The penalty for the violation of this rule is subtle but effective. A client who sells diamonds to "weak hands," or anyone of whom De Beers disapproves, finds that the mix of diamonds in his box becomes progressively less profitable for him. For example, one manufacturer, who had been a client of De Beers for two decades, had sold some diamonds in 1977 to an Israeli diamond dealer who was considered by De Beers to be a dangerous speculator. He then found that his box, with a price tag on it of over $1 million, contained mainly "rubbish," as he called it. He realized that in deciding whether or not to accept it he had a Hobson's choice. If he took these diamonds, he would lose several hundred thousand dollars processing them. On the other hand if he turned down the box, he would lose his source for future diamonds and be forced to close his cutting factory. It was a painful decision. Finally, he nodded to his broker that he would accept the diamonds. On the way out, he passed Monty Charles, who shook his hand amicably and asked how he liked the merchandise he had received. When the client expressed some disappointment, Monty Charles reportedly answered, "Perhaps you've been slightly naughty, but let's see what we can do next time."

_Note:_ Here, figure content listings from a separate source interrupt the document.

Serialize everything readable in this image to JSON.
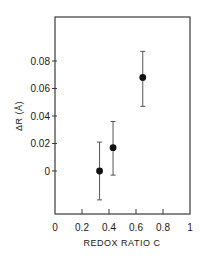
{
  "chart_data": {
    "type": "scatter",
    "title": "",
    "xlabel": "REDOX RATIO C",
    "ylabel": "ΔR (Å)",
    "xlim": [
      0,
      1
    ],
    "ylim": [
      -0.04,
      0.12
    ],
    "x_ticks": [
      0,
      0.2,
      0.4,
      0.6,
      0.8,
      1
    ],
    "x_tick_labels": [
      "0",
      "0.2",
      "0.4",
      "0.6",
      "0.8",
      "1"
    ],
    "y_ticks": [
      0,
      0.02,
      0.04,
      0.06,
      0.08
    ],
    "y_tick_labels": [
      "0",
      "0.02",
      "0.04",
      "0.06",
      "0.08"
    ],
    "grid": false,
    "legend": null,
    "series": [
      {
        "name": "ΔR vs redox ratio",
        "marker": "filled-circle",
        "color": "#111111",
        "points": [
          {
            "x": 0.33,
            "y": 0.0,
            "err_low": -0.021,
            "err_high": 0.021
          },
          {
            "x": 0.43,
            "y": 0.017,
            "err_low": -0.003,
            "err_high": 0.036
          },
          {
            "x": 0.65,
            "y": 0.068,
            "err_low": 0.047,
            "err_high": 0.087
          }
        ]
      }
    ]
  },
  "colors": {
    "ink": "#1a1a1a",
    "frame": "#3a3a3a",
    "background": "#ffffff"
  }
}
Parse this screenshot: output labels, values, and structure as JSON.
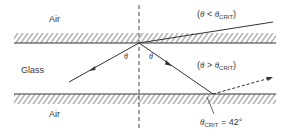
{
  "diagram": {
    "title": "",
    "regions": {
      "air_top": "Air",
      "glass": "Glass",
      "air_bottom": "Air"
    },
    "angle_symbol": "θ",
    "labels": {
      "incident_angle": "θ",
      "reflected_angle": "θ",
      "case_less": {
        "open": "(",
        "theta": "θ",
        "op": " < ",
        "theta2": "θ",
        "sub": "CRIT",
        "close": ")"
      },
      "case_greater": {
        "open": "(",
        "theta": "θ",
        "op": " > ",
        "theta2": "θ",
        "sub": "CRIT",
        "close": ")"
      },
      "critical": {
        "theta": "θ",
        "sub": "CRIT",
        "eq": " = 42°"
      }
    },
    "critical_angle_deg": 42,
    "colors": {
      "line": "#3a3a3a",
      "hatch": "#555555",
      "background": "#ffffff"
    }
  }
}
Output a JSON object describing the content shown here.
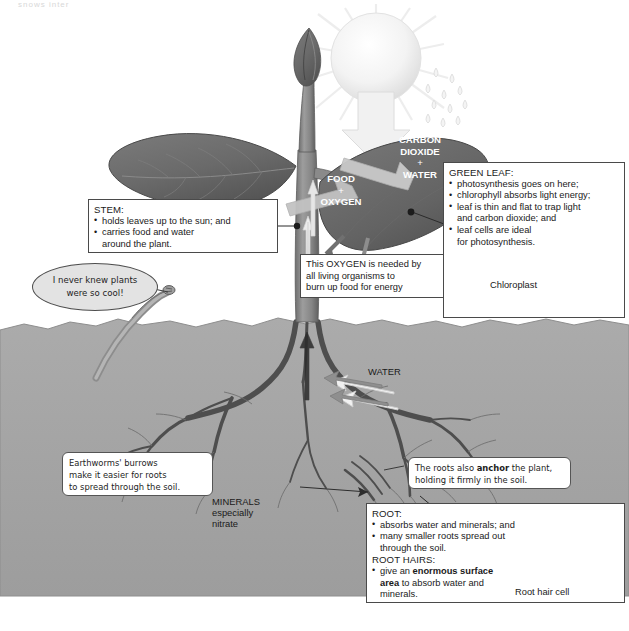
{
  "page": {
    "cropped_header_text": "snows inter"
  },
  "colors": {
    "soil": "#a8a8a8",
    "soil_dark": "#9a9a9a",
    "leaf": "#6e6e6e",
    "leaf_dark": "#585858",
    "stem": "#8c8c8c",
    "root": "#555555",
    "sun": "#f2f2f2",
    "box_border": "#4a4a4a",
    "bubble_fill": "#e3e3e3",
    "arrow_light": "#e8e8e8",
    "arrow_mid": "#bdbdbd"
  },
  "artwork": {
    "sun": "sun-icon",
    "rain": "raindrops-icon",
    "leaf_top": "leaf-shape",
    "leaf_right": "leaf-shape",
    "bud": "flower-bud-shape",
    "stem": "stem-shape",
    "roots": "root-system-shape",
    "earthworm": "earthworm-shape"
  },
  "leaf_labels": {
    "input": {
      "line1": "CARBON",
      "line2": "DIOXIDE",
      "plus": "+",
      "line3": "WATER"
    },
    "output": {
      "line1": "FOOD",
      "plus": "+",
      "line2": "OXYGEN"
    }
  },
  "soil_labels": {
    "water": "WATER",
    "minerals": {
      "line1": "MINERALS",
      "line2": "especially",
      "line3": "nitrate"
    }
  },
  "boxes": {
    "stem": {
      "heading": "STEM:",
      "bullets": [
        "holds leaves up to the sun; and",
        "carries food and water"
      ],
      "continuation": "around the plant."
    },
    "oxygen": {
      "lines": [
        "This OXYGEN is needed by",
        "all living organisms to",
        "burn up food for energy"
      ]
    },
    "green_leaf": {
      "heading": "GREEN LEAF:",
      "bullets": [
        "photosynthesis goes on here;",
        "chlorophyll absorbs light energy;",
        "leaf is thin and flat to trap light",
        "leaf cells are ideal"
      ],
      "cont_3": "and carbon dioxide; and",
      "cont_4": "for photosynthesis.",
      "chloroplast_label": "Chloroplast",
      "cell_icon": "plant-cell-icon"
    },
    "root": {
      "heading": "ROOT:",
      "bullets": [
        "absorbs water and minerals; and",
        "many smaller roots spread out"
      ],
      "cont_2": "through the soil.",
      "heading2": "ROOT HAIRS:",
      "bullet3_pre": "give an ",
      "bullet3_bold": "enormous surface",
      "bullet3_line2_bold": "area",
      "bullet3_line2_rest": " to absorb water and",
      "bullet3_line3": "minerals.",
      "cell_label": "Root hair cell",
      "cell_icon": "root-hair-cell-icon"
    },
    "anchor": {
      "line1_pre": "The roots also ",
      "line1_bold": "anchor",
      "line1_post": " the plant,",
      "line2": "holding it firmly in the soil."
    },
    "earthworm_note": {
      "line1": "Earthworms' burrows",
      "line2": "make it easier for roots",
      "line3": "to spread through the soil."
    },
    "worm_bubble": {
      "line1": "I never knew plants",
      "line2": "were so cool!"
    }
  }
}
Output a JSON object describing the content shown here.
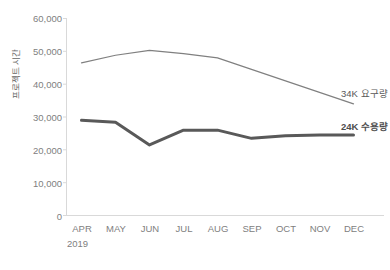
{
  "chart_data": {
    "type": "line",
    "title": "",
    "xlabel": "",
    "ylabel": "프로젝트 시간",
    "categories": [
      "APR",
      "MAY",
      "JUN",
      "JUL",
      "AUG",
      "SEP",
      "OCT",
      "NOV",
      "DEC"
    ],
    "year_label": "2019",
    "ylim": [
      0,
      60000
    ],
    "yticks": [
      0,
      10000,
      20000,
      30000,
      40000,
      50000,
      60000
    ],
    "ytick_labels": [
      "0",
      "10,000",
      "20,000",
      "30,000",
      "40,000",
      "50,000",
      "60,000"
    ],
    "grid": false,
    "legend_position": "inline-right",
    "series": [
      {
        "name": "34K 요구량",
        "label": "34K 요구량",
        "color": "#808080",
        "width": 1.2,
        "bold_label": false,
        "values": [
          46500,
          48800,
          50300,
          49300,
          48000,
          44500,
          41000,
          37500,
          34000
        ]
      },
      {
        "name": "24K 수용량",
        "label": "24K 수용량",
        "color": "#595959",
        "width": 3.0,
        "bold_label": true,
        "values": [
          29000,
          28400,
          21500,
          26000,
          26000,
          23500,
          24300,
          24500,
          24500
        ]
      }
    ]
  },
  "axis": {
    "y_title": "프로젝트 시간",
    "ytick_labels": [
      "60,000",
      "50,000",
      "40,000",
      "30,000",
      "20,000",
      "10,000",
      "0"
    ],
    "xtick_labels": [
      "APR",
      "MAY",
      "JUN",
      "JUL",
      "AUG",
      "SEP",
      "OCT",
      "NOV",
      "DEC"
    ],
    "year": "2019"
  },
  "labels": {
    "series_upper": "34K 요구량",
    "series_lower": "24K 수용량"
  },
  "caption": {
    "text": ""
  },
  "colors": {
    "upper_line": "#808080",
    "lower_line": "#595959",
    "axis": "#d9d9d9",
    "tick_text": "#808080"
  }
}
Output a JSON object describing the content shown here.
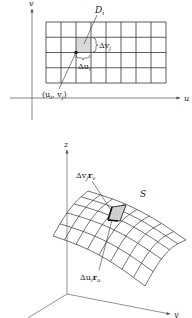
{
  "top_figure": {
    "axes": {
      "u_label": "u",
      "v_label": "v",
      "origin": [
        32,
        98
      ],
      "u_end": [
        182,
        98
      ],
      "v_end": [
        32,
        6
      ]
    },
    "grid": {
      "x0": 46,
      "y0": 22,
      "cols": 8,
      "rows": 4,
      "cell_w": 15,
      "cell_h": 15.25,
      "line_color": "#333333"
    },
    "region": {
      "label": "D",
      "label_sub": "i",
      "shaded_cell": {
        "col": 2,
        "row": 1
      },
      "fill": "#d9d9d9"
    },
    "point": {
      "label": "(u",
      "label_sub1": "i",
      "label_mid": ", v",
      "label_sub2": "j",
      "label_end": ")"
    },
    "delta_v": {
      "label": "Δv",
      "sub": "j"
    },
    "delta_u": {
      "label": "Δu",
      "sub": "i"
    }
  },
  "bottom_figure": {
    "axes": {
      "x_label": "x",
      "y_label": "y",
      "z_label": "z",
      "origin": [
        67,
        294
      ]
    },
    "surface": {
      "label": "S",
      "corners": {
        "far_left": [
          88,
          191
        ],
        "far_right": [
          186,
          240
        ],
        "near_right": [
          145,
          286
        ],
        "near_left": [
          53,
          236
        ]
      },
      "cols": 8,
      "rows": 5,
      "line_color": "#333333"
    },
    "patch": {
      "fill": "#cfcfcf"
    },
    "vector_v": {
      "label": "Δv",
      "sub": "j",
      "vec": "r",
      "vec_sub": "v"
    },
    "vector_u": {
      "label": "Δu",
      "sub": "i",
      "vec": "r",
      "vec_sub": "u"
    }
  }
}
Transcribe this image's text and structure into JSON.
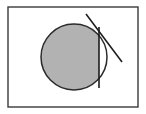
{
  "canvas": {
    "width": 146,
    "height": 114,
    "background_color": "#ffffff",
    "title": "Circle with chord and secant line"
  },
  "colors": {
    "frame_stroke": "#3a3a3a",
    "circle_fill": "#b2b2b2",
    "circle_stroke": "#2b2b2b",
    "chord_stroke": "#1c1c1c",
    "diagonal_stroke": "#1c1c1c",
    "page_background": "#ffffff",
    "frame_fill": "#ffffff"
  },
  "shapes": {
    "frame": {
      "label": "Outer rectangle frame",
      "x": 8,
      "y": 7,
      "width": 130,
      "height": 100,
      "stroke_width": 1.4,
      "fill": "#ffffff"
    },
    "circle": {
      "label": "Shaded circle",
      "cx": 74,
      "cy": 57,
      "r": 33,
      "stroke_width": 1.5,
      "fill": "#b2b2b2"
    },
    "chord": {
      "label": "Vertical chord line",
      "x1": 99,
      "y1": 27,
      "x2": 99,
      "y2": 88,
      "stroke_width": 1.6
    },
    "diagonal": {
      "label": "Diagonal secant line",
      "x1": 86,
      "y1": 14,
      "x2": 122,
      "y2": 62,
      "stroke_width": 1.6
    },
    "segment_clip": {
      "label": "Gray fill clipped to left of chord",
      "x": 0,
      "y": 0,
      "width": 99,
      "height": 114
    }
  }
}
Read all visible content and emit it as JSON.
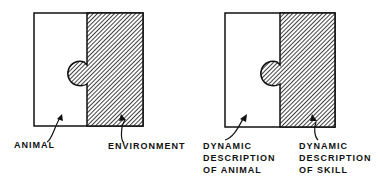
{
  "left_panel": {
    "label_left": "ANIMAL",
    "label_right": "ENVIRONMENT"
  },
  "right_panel": {
    "label_left": [
      "DYNAMIC",
      "DESCRIPTION",
      "OF ANIMAL"
    ],
    "label_right": [
      "DYNAMIC",
      "DESCRIPTION",
      "OF SKILL"
    ]
  },
  "colors": {
    "ink": "#111111",
    "background": "#ffffff"
  }
}
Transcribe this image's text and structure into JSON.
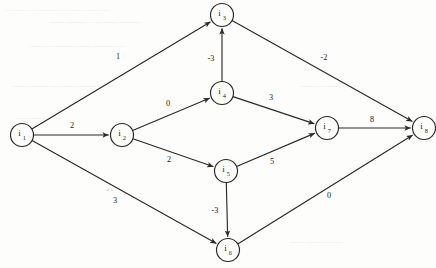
{
  "graph": {
    "title": "Directed weighted graph",
    "type": "directed-weighted-graph",
    "node_radius": 11.5,
    "nodes": [
      {
        "id": "i1",
        "label": "i",
        "sub": "1",
        "x": 22,
        "y": 135
      },
      {
        "id": "i2",
        "label": "i",
        "sub": "2",
        "x": 122,
        "y": 135
      },
      {
        "id": "i3",
        "label": "i",
        "sub": "3",
        "x": 222,
        "y": 15
      },
      {
        "id": "i4",
        "label": "i",
        "sub": "4",
        "x": 222,
        "y": 93
      },
      {
        "id": "i5",
        "label": "i",
        "sub": "5",
        "x": 226,
        "y": 171
      },
      {
        "id": "i6",
        "label": "i",
        "sub": "6",
        "x": 228,
        "y": 250
      },
      {
        "id": "i7",
        "label": "i",
        "sub": "7",
        "x": 327,
        "y": 128
      },
      {
        "id": "i8",
        "label": "i",
        "sub": "8",
        "x": 424,
        "y": 128
      }
    ],
    "edges": [
      {
        "from": "i1",
        "to": "i3",
        "weight": "1",
        "lx": 118,
        "ly": 59
      },
      {
        "from": "i1",
        "to": "i2",
        "weight": "2",
        "lx": 72,
        "ly": 128
      },
      {
        "from": "i1",
        "to": "i6",
        "weight": "3",
        "lx": 115,
        "ly": 203
      },
      {
        "from": "i2",
        "to": "i4",
        "weight": "0",
        "lx": 168,
        "ly": 106
      },
      {
        "from": "i2",
        "to": "i5",
        "weight": "2",
        "lx": 169,
        "ly": 162
      },
      {
        "from": "i4",
        "to": "i3",
        "weight": "-3",
        "lx": 211,
        "ly": 61
      },
      {
        "from": "i4",
        "to": "i7",
        "weight": "3",
        "lx": 271,
        "ly": 100
      },
      {
        "from": "i5",
        "to": "i7",
        "weight": "5",
        "lx": 272,
        "ly": 164
      },
      {
        "from": "i5",
        "to": "i6",
        "weight": "-3",
        "lx": 215,
        "ly": 213
      },
      {
        "from": "i3",
        "to": "i8",
        "weight": "-2",
        "lx": 324,
        "ly": 60
      },
      {
        "from": "i7",
        "to": "i8",
        "weight": "8",
        "lx": 372,
        "ly": 122
      },
      {
        "from": "i6",
        "to": "i8",
        "weight": "0",
        "lx": 329,
        "ly": 198
      }
    ]
  },
  "background_marks": {
    "description": "faint show-through text from reverse of scanned page",
    "rows": [
      {
        "x": 6,
        "y": 12,
        "text": "—   ——  —   ———  — ——  —— —"
      },
      {
        "x": 50,
        "y": 24,
        "text": "——  ———  ——   —— ———"
      },
      {
        "x": 30,
        "y": 48,
        "text": "——   —  ———  ——  ———  —"
      },
      {
        "x": 12,
        "y": 88,
        "text": "——  ———  —  ——   ———  ——"
      },
      {
        "x": 300,
        "y": 88,
        "text": "——  —  ———"
      },
      {
        "x": 16,
        "y": 120,
        "text": "—  ———   ——"
      },
      {
        "x": 290,
        "y": 244,
        "text": "——  ———  ——"
      }
    ]
  }
}
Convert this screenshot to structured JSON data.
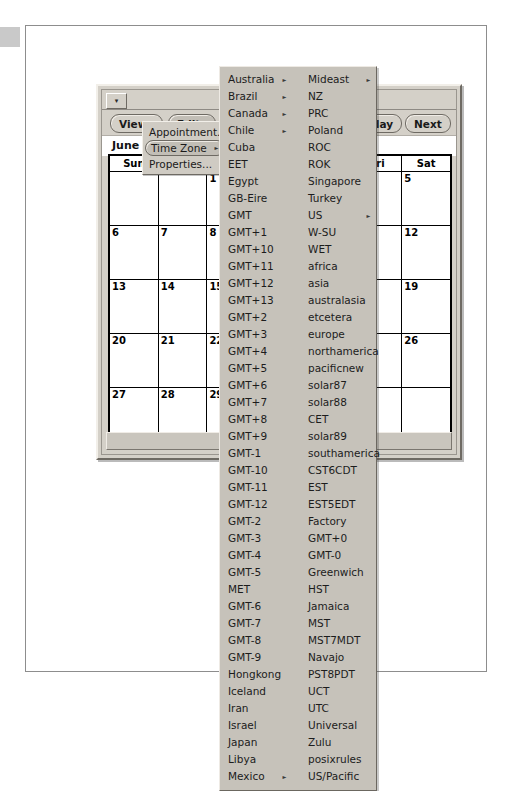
{
  "window": {
    "title": "Calendar",
    "title_visible_prefix": "Cal",
    "title_visible_suffix": "y",
    "menu_button_glyph": "▾"
  },
  "toolbar": {
    "view_label": "View",
    "view_caret": "▾",
    "edit_label": "Edit",
    "edit_caret": "▾",
    "insert_label": "I",
    "today_label": "Today",
    "next_label": "Next"
  },
  "month": {
    "label": "June"
  },
  "calendar": {
    "headers": [
      "Sun",
      "Mon",
      "Tue",
      "Wed",
      "Thu",
      "Fri",
      "Sat"
    ],
    "header_visible": [
      "Sun",
      "Mon",
      "",
      "",
      "",
      "ri",
      "Sat"
    ],
    "weeks": [
      [
        "",
        "",
        "1",
        "2",
        "3",
        "4",
        "5"
      ],
      [
        "6",
        "7",
        "8",
        "9",
        "10",
        "11",
        "12"
      ],
      [
        "13",
        "14",
        "15",
        "16",
        "17",
        "18",
        "19"
      ],
      [
        "20",
        "21",
        "22",
        "23",
        "24",
        "25",
        "26"
      ],
      [
        "27",
        "28",
        "29",
        "30",
        "",
        "",
        ""
      ]
    ]
  },
  "edit_menu": {
    "items": [
      {
        "label": "Appointment...",
        "submenu": false,
        "highlighted": false
      },
      {
        "label": "Time Zone",
        "submenu": true,
        "highlighted": true
      },
      {
        "label": "Properties...",
        "submenu": false,
        "highlighted": false
      }
    ],
    "submenu_arrow": "▸"
  },
  "timezone_menu": {
    "submenu_arrow": "▸",
    "left_column": [
      {
        "label": "Australia",
        "submenu": true
      },
      {
        "label": "Brazil",
        "submenu": true
      },
      {
        "label": "Canada",
        "submenu": true
      },
      {
        "label": "Chile",
        "submenu": true
      },
      {
        "label": "Cuba",
        "submenu": false
      },
      {
        "label": "EET",
        "submenu": false
      },
      {
        "label": "Egypt",
        "submenu": false
      },
      {
        "label": "GB-Eire",
        "submenu": false
      },
      {
        "label": "GMT",
        "submenu": false
      },
      {
        "label": "GMT+1",
        "submenu": false
      },
      {
        "label": "GMT+10",
        "submenu": false
      },
      {
        "label": "GMT+11",
        "submenu": false
      },
      {
        "label": "GMT+12",
        "submenu": false
      },
      {
        "label": "GMT+13",
        "submenu": false
      },
      {
        "label": "GMT+2",
        "submenu": false
      },
      {
        "label": "GMT+3",
        "submenu": false
      },
      {
        "label": "GMT+4",
        "submenu": false
      },
      {
        "label": "GMT+5",
        "submenu": false
      },
      {
        "label": "GMT+6",
        "submenu": false
      },
      {
        "label": "GMT+7",
        "submenu": false
      },
      {
        "label": "GMT+8",
        "submenu": false
      },
      {
        "label": "GMT+9",
        "submenu": false
      },
      {
        "label": "GMT-1",
        "submenu": false
      },
      {
        "label": "GMT-10",
        "submenu": false
      },
      {
        "label": "GMT-11",
        "submenu": false
      },
      {
        "label": "GMT-12",
        "submenu": false
      },
      {
        "label": "GMT-2",
        "submenu": false
      },
      {
        "label": "GMT-3",
        "submenu": false
      },
      {
        "label": "GMT-4",
        "submenu": false
      },
      {
        "label": "GMT-5",
        "submenu": false
      },
      {
        "label": "MET",
        "submenu": false
      },
      {
        "label": "GMT-6",
        "submenu": false
      },
      {
        "label": "GMT-7",
        "submenu": false
      },
      {
        "label": "GMT-8",
        "submenu": false
      },
      {
        "label": "GMT-9",
        "submenu": false
      },
      {
        "label": "Hongkong",
        "submenu": false
      },
      {
        "label": "Iceland",
        "submenu": false
      },
      {
        "label": "Iran",
        "submenu": false
      },
      {
        "label": "Israel",
        "submenu": false
      },
      {
        "label": "Japan",
        "submenu": false
      },
      {
        "label": "Libya",
        "submenu": false
      },
      {
        "label": "Mexico",
        "submenu": true
      }
    ],
    "right_column": [
      {
        "label": "Mideast",
        "submenu": true
      },
      {
        "label": "NZ",
        "submenu": false
      },
      {
        "label": "PRC",
        "submenu": false
      },
      {
        "label": "Poland",
        "submenu": false
      },
      {
        "label": "ROC",
        "submenu": false
      },
      {
        "label": "ROK",
        "submenu": false
      },
      {
        "label": "Singapore",
        "submenu": false
      },
      {
        "label": "Turkey",
        "submenu": false
      },
      {
        "label": "US",
        "submenu": true
      },
      {
        "label": "W-SU",
        "submenu": false
      },
      {
        "label": "WET",
        "submenu": false
      },
      {
        "label": "africa",
        "submenu": false
      },
      {
        "label": "asia",
        "submenu": false
      },
      {
        "label": "australasia",
        "submenu": false
      },
      {
        "label": "etcetera",
        "submenu": false
      },
      {
        "label": "europe",
        "submenu": false
      },
      {
        "label": "northamerica",
        "submenu": false
      },
      {
        "label": "pacificnew",
        "submenu": false
      },
      {
        "label": "solar87",
        "submenu": false
      },
      {
        "label": "solar88",
        "submenu": false
      },
      {
        "label": "CET",
        "submenu": false
      },
      {
        "label": "solar89",
        "submenu": false
      },
      {
        "label": "southamerica",
        "submenu": false
      },
      {
        "label": "CST6CDT",
        "submenu": false
      },
      {
        "label": "EST",
        "submenu": false
      },
      {
        "label": "EST5EDT",
        "submenu": false
      },
      {
        "label": "Factory",
        "submenu": false
      },
      {
        "label": "GMT+0",
        "submenu": false
      },
      {
        "label": "GMT-0",
        "submenu": false
      },
      {
        "label": "Greenwich",
        "submenu": false
      },
      {
        "label": "HST",
        "submenu": false
      },
      {
        "label": "Jamaica",
        "submenu": false
      },
      {
        "label": "MST",
        "submenu": false
      },
      {
        "label": "MST7MDT",
        "submenu": false
      },
      {
        "label": "Navajo",
        "submenu": false
      },
      {
        "label": "PST8PDT",
        "submenu": false
      },
      {
        "label": "UCT",
        "submenu": false
      },
      {
        "label": "UTC",
        "submenu": false
      },
      {
        "label": "Universal",
        "submenu": false
      },
      {
        "label": "Zulu",
        "submenu": false
      },
      {
        "label": "posixrules",
        "submenu": false
      },
      {
        "label": "US/Pacific",
        "submenu": false
      }
    ]
  },
  "colors": {
    "page_background": "#ffffff",
    "window_face": "#d4d0c8",
    "menu_face": "#c6c2ba",
    "menu_highlight": "#c2beb6",
    "border_dark": "#6e6a63",
    "border_light": "#f2efe9",
    "text": "#1a1a1a"
  }
}
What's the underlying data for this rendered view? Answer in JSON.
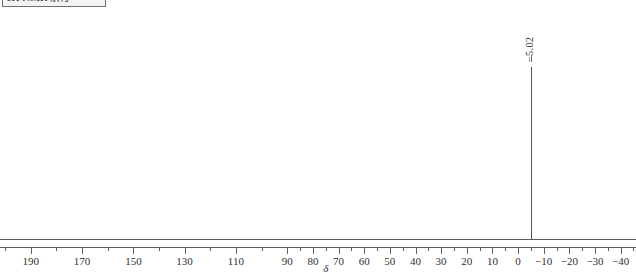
{
  "title_strip": {
    "text": "1H NMR 解序"
  },
  "chart_data": {
    "type": "line",
    "title": "",
    "subtitle": "",
    "xlabel": "δ",
    "ylabel": "",
    "grid": false,
    "legend": null,
    "xlim": [
      202,
      -46
    ],
    "x_axis_reversed": true,
    "ylim": [
      0,
      1
    ],
    "tick_labels": [
      {
        "value": 190,
        "label": "190"
      },
      {
        "value": 170,
        "label": "170"
      },
      {
        "value": 150,
        "label": "150"
      },
      {
        "value": 130,
        "label": "130"
      },
      {
        "value": 110,
        "label": "110"
      },
      {
        "value": 90,
        "label": "90"
      },
      {
        "value": 80,
        "label": "80"
      },
      {
        "value": 70,
        "label": "70"
      },
      {
        "value": 60,
        "label": "60"
      },
      {
        "value": 50,
        "label": "50"
      },
      {
        "value": 40,
        "label": "40"
      },
      {
        "value": 30,
        "label": "30"
      },
      {
        "value": 20,
        "label": "20"
      },
      {
        "value": 10,
        "label": "10"
      },
      {
        "value": 0,
        "label": "0"
      },
      {
        "value": -10,
        "label": "−10"
      },
      {
        "value": -20,
        "label": "−20"
      },
      {
        "value": -30,
        "label": "−30"
      },
      {
        "value": -40,
        "label": "−40"
      }
    ],
    "minor_ticks": [
      200,
      180,
      160,
      140,
      120,
      100,
      85,
      75,
      65,
      55,
      45,
      35,
      25,
      15,
      5,
      -5,
      -15,
      -25,
      -35,
      -45
    ],
    "peaks": [
      {
        "shift": -5.02,
        "label": "−5.02",
        "relative_height": 0.865
      }
    ],
    "baseline_intensity": 0.0,
    "annotations": []
  },
  "colors": {
    "trace": "#555555",
    "axis": "#5f5f5f",
    "text": "#2f2f2f",
    "background": "#ffffff"
  }
}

Aside from the penalties that it can impose at will, De Beers also provides positive incentives to clients who support the system-the "carat and schtick" approach, as one Israeli client Joked. Not only can the assortment of diamonds be arbitrarily upgraded for a favored client but Monty Charles can also add very lucrative "large stones" to a box. These larger diamonds can usually be resold for a windfall profit.

The sights in London thus are not merely occasions for major gem manufacturers to select the uncut diamonds that they wish to purchase but an integral part of the mechanism through which De Beers establishes and maintains the value of diamonds. Through these ten events a year De Beers extends its control from the diamond mines of Africa to the cutting factories of Belgium, Israel, India, and the United States. And through its clients-whose fortunes depend heavily on the contents of the shoe boxes they receive-De Beers is able to monitor and regulate the flow of diamonds that pass through the world pipeline into the retail market. The stakes are undisputably high in this game.